With these as the only notable examples of interference with free teaching at the storm centre of theological speculation in the most active period of its history, we must infer that there was a large amount of actual freedom. Trouble arose almost entirely out of what was deemed theological heresy, or undue meddling with theological subjects by those who lacked theological training. Those who stuck to their job seem generally to have been let alone. As the great jurist Cujas replied in the sixteenth century when asked whether he was Protestant or Catholic, Nihil hoc ad edictum praetoris. Even within the more carefully guarded field of theology and philosophy, it is doubtful whether many found themselves cramped. Accepting the principle of authority as their starting-point, men did not feel its limitations as we should feel them now.
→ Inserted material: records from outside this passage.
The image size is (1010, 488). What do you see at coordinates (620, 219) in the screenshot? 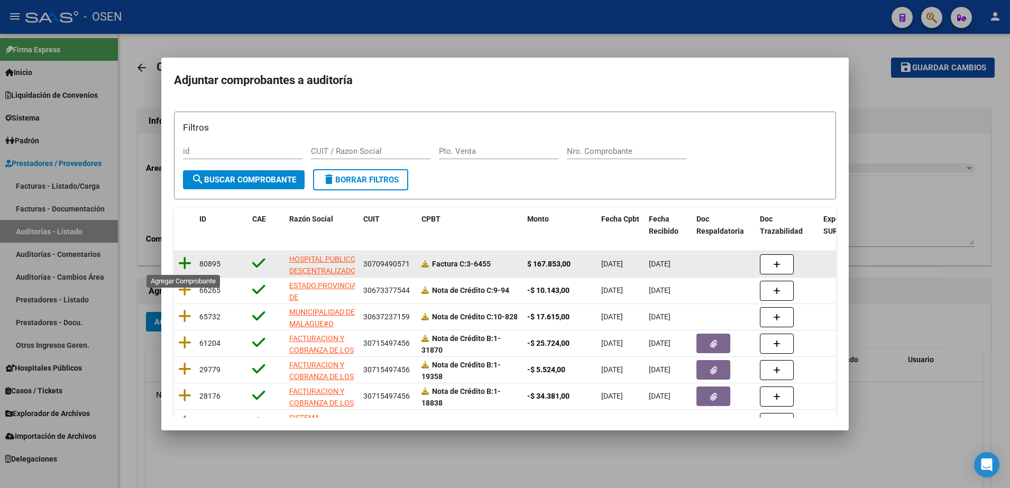
I see `span: Fecha Cpbt` at bounding box center [620, 219].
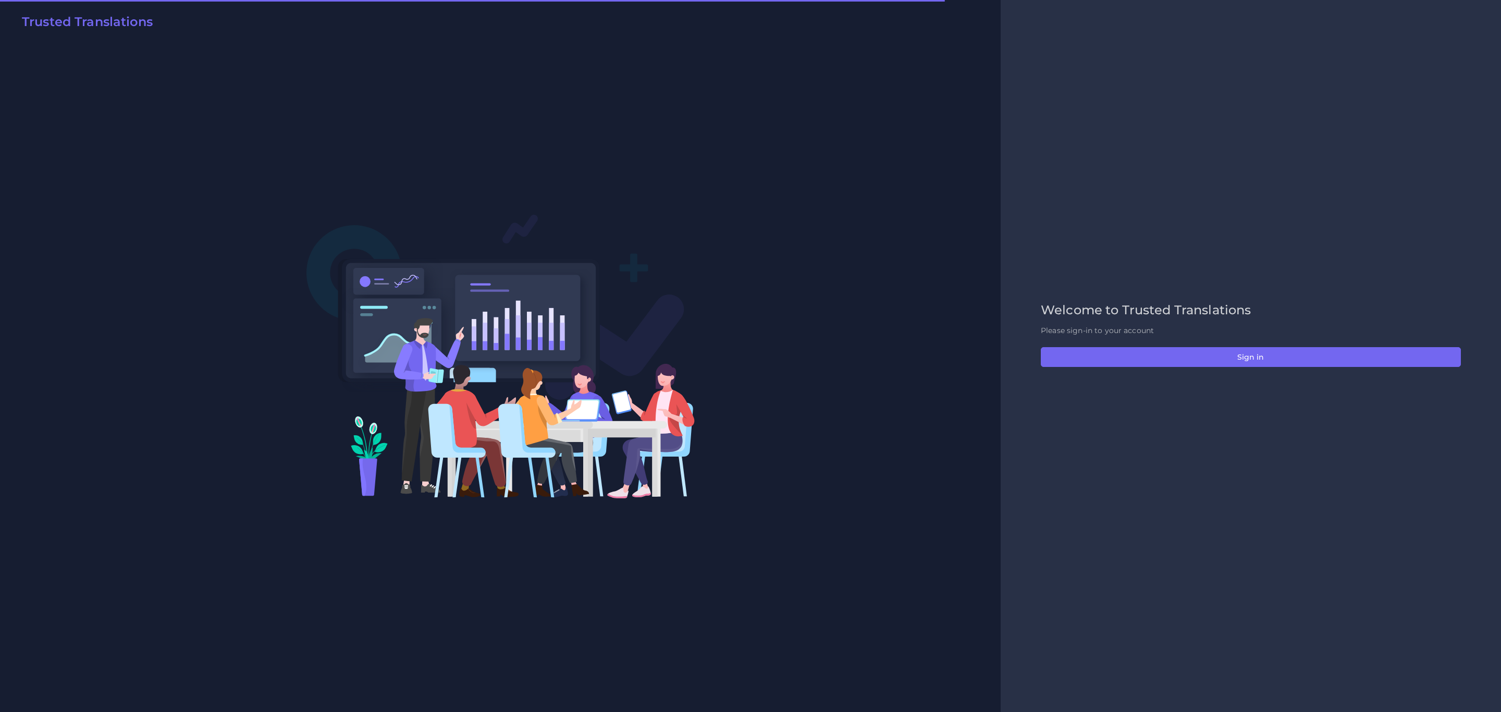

A fence is no obstacle to those who do not desire to go outside, and many barriers that would seem intolerable to a more sceptical age were not felt as barriers by the schoolmen. He is free who feels himself free.
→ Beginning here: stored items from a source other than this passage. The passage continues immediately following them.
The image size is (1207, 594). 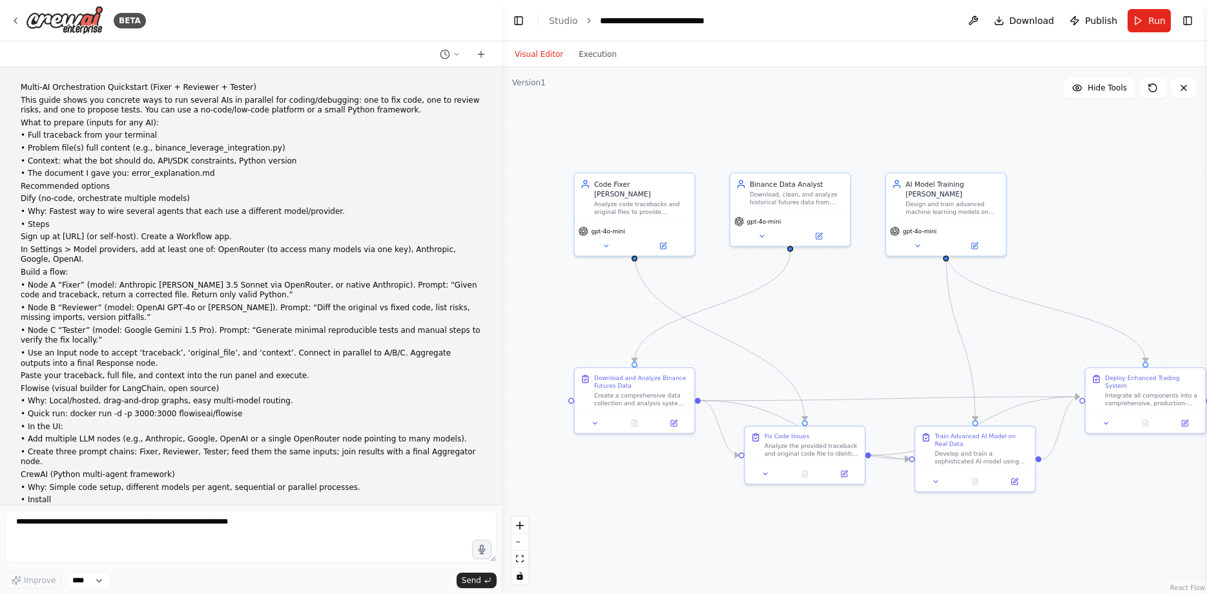 What do you see at coordinates (1032, 21) in the screenshot?
I see `span: Download` at bounding box center [1032, 21].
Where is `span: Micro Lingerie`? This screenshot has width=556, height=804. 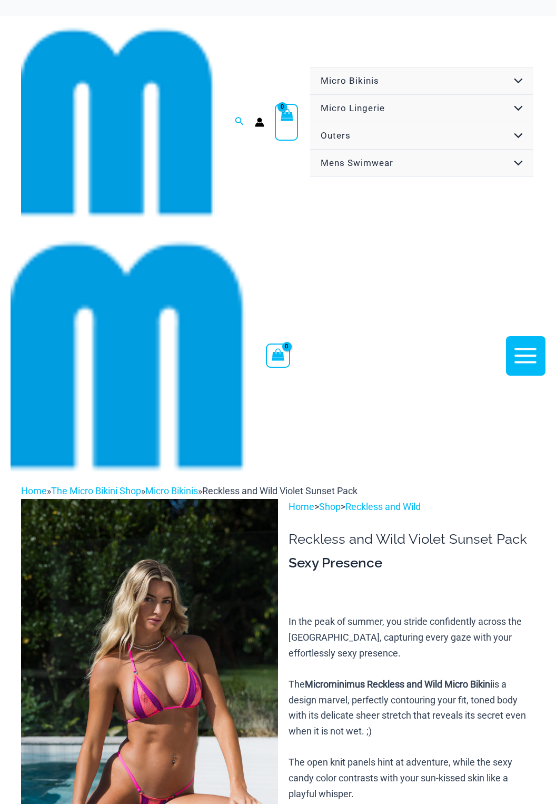
span: Micro Lingerie is located at coordinates (353, 108).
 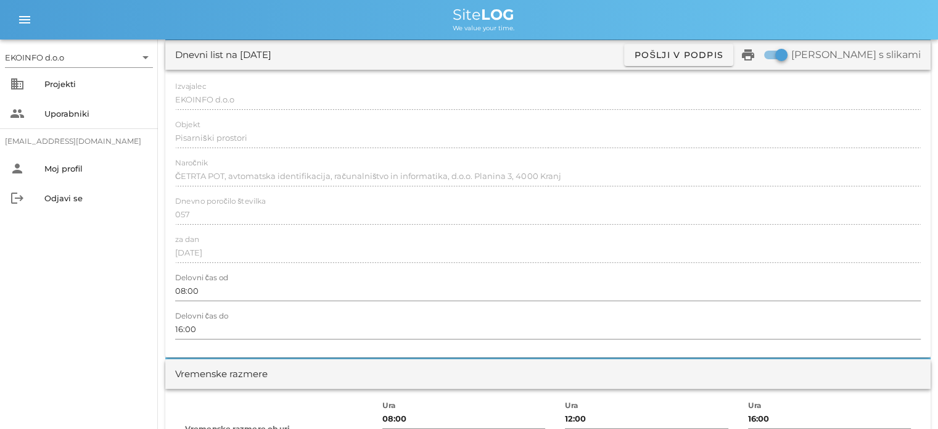 I want to click on label: Izvajalec, so click(x=191, y=86).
Furthermore, for those accustomed to the wide diversities of the modern world, it is easy to form a false impression of the uniformity and sameness of mediaeval thought. Scholasticism was not one thing but many, as its historians constantly remind us, and the contests between different schools and shades of opinion were as keen as among the Greeks or in our own day. And if the differences often seem minute or unreal to our distant eye, we can make them modern enough by turning, for example, to the old question of the nature of universal conceptions, which divided the Nominalists and Realists of the Middle Ages. Are universals mere names, or have they a real existence, independent of their individual embodiments? A bit arid it all sounds if we make it merely a matter of logic, but exciting enough as soon as it becomes a question of life. The essence of the Reformation lies implicit in whether we take a nominalist or a realist view of the church; the central problem of politics depends largely upon a nominalist or a realist view of the state. Upon the two sides of this last question millions of men have “all uncouthly died,” all unconsciously too, no doubt, in the majority of cases, unaware of the ultimate issues of political authority for which they fought, but yet able to comprehend them when expressed in the concrete form of putting the interest of the state above the interest of its members.

In his own time and his own way the mediaeval professor often dealt with permanent human interests as he sharpened men’s wits and kept alive the continuous tradition of learning.